Does it matter? Very much: As we know from Michel, Brown and Gallan, the process of Service Innovation benefits from involving the customers, but the service innovation itself (the resulting service) might well be one
not involving the customer in its delivery or execution. Take for example the service
home delivery of groceries connected to a fix weekly menu. The whole point is not involving the customer (in the making). But the very same service might well be the result of heavily involvement of customers in the service innovation process.
Did that help? Here's another one: a (normal) service is a value creating process ordered by a customer. But a service innovation is a value creating process ordered (indirectly) by the customers. In the first case we clearly have customer in singular, or at least a group that acts as a single customer. In the second case, we have customer in the plural: customers. It is customers as a collective that can accept or reject a new service - not any single customer. Well they
can, but unless they are very influential and convinces the whole customer collective to follow suit, any single customer can't change the success of a service on the market. So when we talk about "customer involvement" in general, we should clarify if we mean involvement of customers in the service innovation process, or involvement of the customer in the execution or delivery of the new service. It might be booth or one of them.
With their exploratory, rather than confirmatory, research orientation, Michel, Brown and Gallan finds that service-logic innovations are triggered by the following forces:
- Embedding know-how into objects
- Changing the integrators of resources
- Reconfiguring the value constellation, or combining any of these forces.
They also found that “each service-logic innovation changes at least one of customers’ roles as users, payers, and buyers”.
This is all well, these are the triggers and these are the impacted roles, but what about service innovation in the making? How is actually the service innovation process working? To get the grips of this, we still need a strong definition of Service Innovation. Having this, it would be much easier to move on in the process of understanding.
Conclusion
So, in conclusion, the customers are always right. Nota bene: customers in plural. Why? The customers, as a collective, can always use their right not to use your services. If they choose to, there's nothing you can do. You are out of business. They are
always right.
But there's an important measure for preventing this: to involve the customers in the process of Service Innovation. This way, the customers have actually specified the outcome (the new service) and are by definition
co-owners of that specification. So if they want to oppose the suppliers right, they will at the same time be opposing themselves. This is a contradiction, and hence to involve the customers is the road to success.
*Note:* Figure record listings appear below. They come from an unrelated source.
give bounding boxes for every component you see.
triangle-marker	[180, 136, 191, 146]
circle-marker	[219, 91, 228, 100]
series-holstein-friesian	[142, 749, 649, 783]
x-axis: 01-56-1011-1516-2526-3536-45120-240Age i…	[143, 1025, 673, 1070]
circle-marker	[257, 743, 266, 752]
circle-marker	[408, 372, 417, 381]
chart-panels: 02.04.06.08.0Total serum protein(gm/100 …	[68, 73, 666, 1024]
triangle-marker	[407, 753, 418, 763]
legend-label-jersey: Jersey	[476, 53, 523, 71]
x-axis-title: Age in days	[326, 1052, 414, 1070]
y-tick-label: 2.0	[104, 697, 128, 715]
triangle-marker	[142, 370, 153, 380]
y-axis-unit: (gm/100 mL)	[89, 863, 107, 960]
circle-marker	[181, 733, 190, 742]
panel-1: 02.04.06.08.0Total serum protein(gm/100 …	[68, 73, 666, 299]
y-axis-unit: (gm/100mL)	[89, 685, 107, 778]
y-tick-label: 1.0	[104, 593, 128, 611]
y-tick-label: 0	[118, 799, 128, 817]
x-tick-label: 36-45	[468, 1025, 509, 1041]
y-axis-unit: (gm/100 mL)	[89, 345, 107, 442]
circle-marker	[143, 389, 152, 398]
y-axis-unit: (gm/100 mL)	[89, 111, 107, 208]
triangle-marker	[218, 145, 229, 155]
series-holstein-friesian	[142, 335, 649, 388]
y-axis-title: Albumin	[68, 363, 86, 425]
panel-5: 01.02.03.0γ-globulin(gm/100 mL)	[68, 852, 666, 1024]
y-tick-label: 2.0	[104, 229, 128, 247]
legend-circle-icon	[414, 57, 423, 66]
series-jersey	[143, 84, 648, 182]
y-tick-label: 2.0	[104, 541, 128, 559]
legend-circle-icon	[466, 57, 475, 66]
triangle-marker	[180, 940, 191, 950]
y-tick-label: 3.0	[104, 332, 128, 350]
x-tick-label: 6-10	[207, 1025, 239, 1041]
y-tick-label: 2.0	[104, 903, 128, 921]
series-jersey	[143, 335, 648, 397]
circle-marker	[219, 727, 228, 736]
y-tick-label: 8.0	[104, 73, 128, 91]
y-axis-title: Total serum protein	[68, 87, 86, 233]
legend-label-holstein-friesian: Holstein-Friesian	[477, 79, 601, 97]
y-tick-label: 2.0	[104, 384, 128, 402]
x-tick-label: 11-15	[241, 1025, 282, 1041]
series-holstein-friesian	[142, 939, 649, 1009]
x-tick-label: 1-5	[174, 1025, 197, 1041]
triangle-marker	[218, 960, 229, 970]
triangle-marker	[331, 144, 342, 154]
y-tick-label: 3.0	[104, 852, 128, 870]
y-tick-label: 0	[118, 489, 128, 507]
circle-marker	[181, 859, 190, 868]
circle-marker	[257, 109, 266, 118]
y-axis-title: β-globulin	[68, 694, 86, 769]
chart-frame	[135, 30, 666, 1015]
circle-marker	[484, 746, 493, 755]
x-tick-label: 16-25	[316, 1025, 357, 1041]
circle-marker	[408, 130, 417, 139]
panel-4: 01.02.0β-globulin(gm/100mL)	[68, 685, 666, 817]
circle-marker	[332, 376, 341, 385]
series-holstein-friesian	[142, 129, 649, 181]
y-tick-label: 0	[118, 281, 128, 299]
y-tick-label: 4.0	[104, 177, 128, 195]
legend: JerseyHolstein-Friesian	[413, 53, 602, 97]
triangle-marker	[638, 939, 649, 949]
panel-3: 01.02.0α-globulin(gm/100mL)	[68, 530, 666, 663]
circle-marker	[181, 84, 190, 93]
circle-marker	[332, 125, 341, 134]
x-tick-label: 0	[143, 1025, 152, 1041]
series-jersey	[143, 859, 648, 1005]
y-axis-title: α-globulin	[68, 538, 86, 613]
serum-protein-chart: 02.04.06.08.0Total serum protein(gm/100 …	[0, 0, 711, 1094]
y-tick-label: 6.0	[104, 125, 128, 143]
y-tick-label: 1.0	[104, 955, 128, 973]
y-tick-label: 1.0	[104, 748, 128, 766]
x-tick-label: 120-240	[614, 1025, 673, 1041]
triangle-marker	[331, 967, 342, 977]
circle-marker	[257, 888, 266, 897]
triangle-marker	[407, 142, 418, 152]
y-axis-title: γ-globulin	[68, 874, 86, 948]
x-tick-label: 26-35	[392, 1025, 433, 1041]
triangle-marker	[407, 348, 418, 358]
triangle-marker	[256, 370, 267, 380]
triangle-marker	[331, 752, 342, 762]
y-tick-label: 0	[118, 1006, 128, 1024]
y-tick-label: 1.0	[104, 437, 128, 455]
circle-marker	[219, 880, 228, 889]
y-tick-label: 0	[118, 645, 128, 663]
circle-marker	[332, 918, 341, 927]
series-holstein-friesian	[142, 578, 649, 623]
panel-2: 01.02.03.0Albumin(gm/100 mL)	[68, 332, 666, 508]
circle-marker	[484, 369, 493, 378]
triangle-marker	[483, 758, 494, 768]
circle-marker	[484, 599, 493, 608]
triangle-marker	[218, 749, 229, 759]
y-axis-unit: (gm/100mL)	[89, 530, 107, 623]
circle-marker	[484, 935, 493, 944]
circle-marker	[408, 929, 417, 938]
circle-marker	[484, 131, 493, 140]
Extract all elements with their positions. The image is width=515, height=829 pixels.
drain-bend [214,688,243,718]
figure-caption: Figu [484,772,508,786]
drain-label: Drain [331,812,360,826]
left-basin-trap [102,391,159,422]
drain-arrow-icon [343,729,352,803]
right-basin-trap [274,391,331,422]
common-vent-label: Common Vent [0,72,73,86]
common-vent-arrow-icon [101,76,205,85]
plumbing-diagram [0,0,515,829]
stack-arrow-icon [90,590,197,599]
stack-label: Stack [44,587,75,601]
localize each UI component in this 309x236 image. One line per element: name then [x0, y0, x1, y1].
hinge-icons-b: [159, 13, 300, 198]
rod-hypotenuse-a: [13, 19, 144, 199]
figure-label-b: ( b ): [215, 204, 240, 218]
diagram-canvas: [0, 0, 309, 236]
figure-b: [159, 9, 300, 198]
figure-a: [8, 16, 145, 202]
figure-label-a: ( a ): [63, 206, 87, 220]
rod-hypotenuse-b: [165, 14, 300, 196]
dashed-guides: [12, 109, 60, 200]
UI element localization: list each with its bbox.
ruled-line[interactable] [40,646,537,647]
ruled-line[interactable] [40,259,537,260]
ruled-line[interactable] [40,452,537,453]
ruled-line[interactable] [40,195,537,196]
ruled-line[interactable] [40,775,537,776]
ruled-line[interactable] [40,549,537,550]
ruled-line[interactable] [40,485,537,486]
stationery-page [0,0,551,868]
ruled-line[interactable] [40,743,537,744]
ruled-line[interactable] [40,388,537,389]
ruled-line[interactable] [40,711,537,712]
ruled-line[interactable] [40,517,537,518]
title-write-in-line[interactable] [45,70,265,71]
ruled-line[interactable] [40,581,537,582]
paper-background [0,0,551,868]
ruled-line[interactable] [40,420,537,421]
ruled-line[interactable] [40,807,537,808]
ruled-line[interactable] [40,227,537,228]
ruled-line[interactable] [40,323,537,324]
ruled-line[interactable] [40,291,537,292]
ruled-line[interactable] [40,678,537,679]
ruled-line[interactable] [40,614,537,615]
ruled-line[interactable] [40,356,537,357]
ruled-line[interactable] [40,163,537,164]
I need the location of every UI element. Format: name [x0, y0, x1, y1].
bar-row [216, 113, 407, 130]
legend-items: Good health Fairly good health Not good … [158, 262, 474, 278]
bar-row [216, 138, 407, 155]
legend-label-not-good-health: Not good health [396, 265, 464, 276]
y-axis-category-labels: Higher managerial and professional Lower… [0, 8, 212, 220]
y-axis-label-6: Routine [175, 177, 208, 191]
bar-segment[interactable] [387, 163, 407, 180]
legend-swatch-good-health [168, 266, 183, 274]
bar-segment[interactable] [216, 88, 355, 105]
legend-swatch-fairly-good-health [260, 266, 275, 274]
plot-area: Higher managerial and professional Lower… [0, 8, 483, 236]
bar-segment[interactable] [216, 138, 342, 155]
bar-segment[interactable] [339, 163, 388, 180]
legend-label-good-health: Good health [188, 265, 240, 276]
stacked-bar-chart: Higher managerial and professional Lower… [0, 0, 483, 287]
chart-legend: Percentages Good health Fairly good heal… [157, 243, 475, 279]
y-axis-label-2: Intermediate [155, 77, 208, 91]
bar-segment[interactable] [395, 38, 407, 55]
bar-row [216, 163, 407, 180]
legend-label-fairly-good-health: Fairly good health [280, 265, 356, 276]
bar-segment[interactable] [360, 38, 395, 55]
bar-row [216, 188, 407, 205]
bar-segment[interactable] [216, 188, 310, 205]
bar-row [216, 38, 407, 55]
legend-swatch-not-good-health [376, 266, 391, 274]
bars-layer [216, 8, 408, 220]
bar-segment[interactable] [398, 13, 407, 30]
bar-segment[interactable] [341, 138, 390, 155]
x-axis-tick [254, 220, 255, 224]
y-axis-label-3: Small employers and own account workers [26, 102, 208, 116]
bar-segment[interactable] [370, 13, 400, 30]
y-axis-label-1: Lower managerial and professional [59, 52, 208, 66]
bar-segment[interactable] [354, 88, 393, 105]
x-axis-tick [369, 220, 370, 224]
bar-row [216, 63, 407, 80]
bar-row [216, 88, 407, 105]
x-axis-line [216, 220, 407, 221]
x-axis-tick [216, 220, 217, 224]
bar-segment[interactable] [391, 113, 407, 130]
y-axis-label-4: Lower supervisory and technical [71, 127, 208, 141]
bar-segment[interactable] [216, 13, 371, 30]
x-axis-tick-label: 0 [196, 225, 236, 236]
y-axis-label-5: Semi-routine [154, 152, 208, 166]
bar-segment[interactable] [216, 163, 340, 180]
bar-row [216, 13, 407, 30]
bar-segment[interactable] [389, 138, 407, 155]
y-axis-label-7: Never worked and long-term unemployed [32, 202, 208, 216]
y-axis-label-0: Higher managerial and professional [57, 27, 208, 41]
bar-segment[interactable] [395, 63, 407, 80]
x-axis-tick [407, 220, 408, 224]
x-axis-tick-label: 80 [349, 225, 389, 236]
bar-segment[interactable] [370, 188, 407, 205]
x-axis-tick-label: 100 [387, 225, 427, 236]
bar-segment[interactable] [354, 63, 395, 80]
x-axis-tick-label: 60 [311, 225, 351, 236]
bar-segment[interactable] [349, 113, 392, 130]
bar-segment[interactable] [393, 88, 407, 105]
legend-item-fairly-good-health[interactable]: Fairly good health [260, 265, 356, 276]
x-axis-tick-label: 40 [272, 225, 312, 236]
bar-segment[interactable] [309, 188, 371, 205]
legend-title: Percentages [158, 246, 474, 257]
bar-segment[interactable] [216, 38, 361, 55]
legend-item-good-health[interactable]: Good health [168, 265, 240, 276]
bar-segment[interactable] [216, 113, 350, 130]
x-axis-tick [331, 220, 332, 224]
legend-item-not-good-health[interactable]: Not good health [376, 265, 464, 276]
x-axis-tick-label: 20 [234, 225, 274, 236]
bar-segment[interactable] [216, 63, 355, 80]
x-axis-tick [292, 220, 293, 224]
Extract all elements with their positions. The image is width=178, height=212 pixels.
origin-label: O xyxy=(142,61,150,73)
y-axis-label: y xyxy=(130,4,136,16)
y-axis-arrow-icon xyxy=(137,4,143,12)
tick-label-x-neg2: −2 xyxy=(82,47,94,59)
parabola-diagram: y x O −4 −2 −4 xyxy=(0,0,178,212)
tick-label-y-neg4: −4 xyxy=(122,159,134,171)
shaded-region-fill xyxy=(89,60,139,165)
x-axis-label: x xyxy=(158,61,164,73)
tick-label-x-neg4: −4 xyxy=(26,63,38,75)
By definition. You can however, like Henry Ford with model T, have a visionary insight in customers future behavior and
initially win a market without any customer involvement in the innovation process - but eventually customers are right. Do you know of anyone driving a T-Ford today? (This was of course a
product example, not a service, but you can always refer to the
service the car delivers in moving you swiftly around).
Is the customer always right? No. Definitely not
always. If you yourself haven't experienced the rejection of a seemingly righteous claim with reference to written terms, you probably have heard stories of others claiming such and getting both denied and humiliated in the process. So the sentence is negated by example, and hence the customer is
not always right. But customers are always right. Crisp clear.
References
Michel, Stefan, Stephen W. Brown, and Andrew S. Gallan. “Service-Logic Innovations: How to Innovate Customers, not Products” California Management Review 50.3 (2008): 54-66.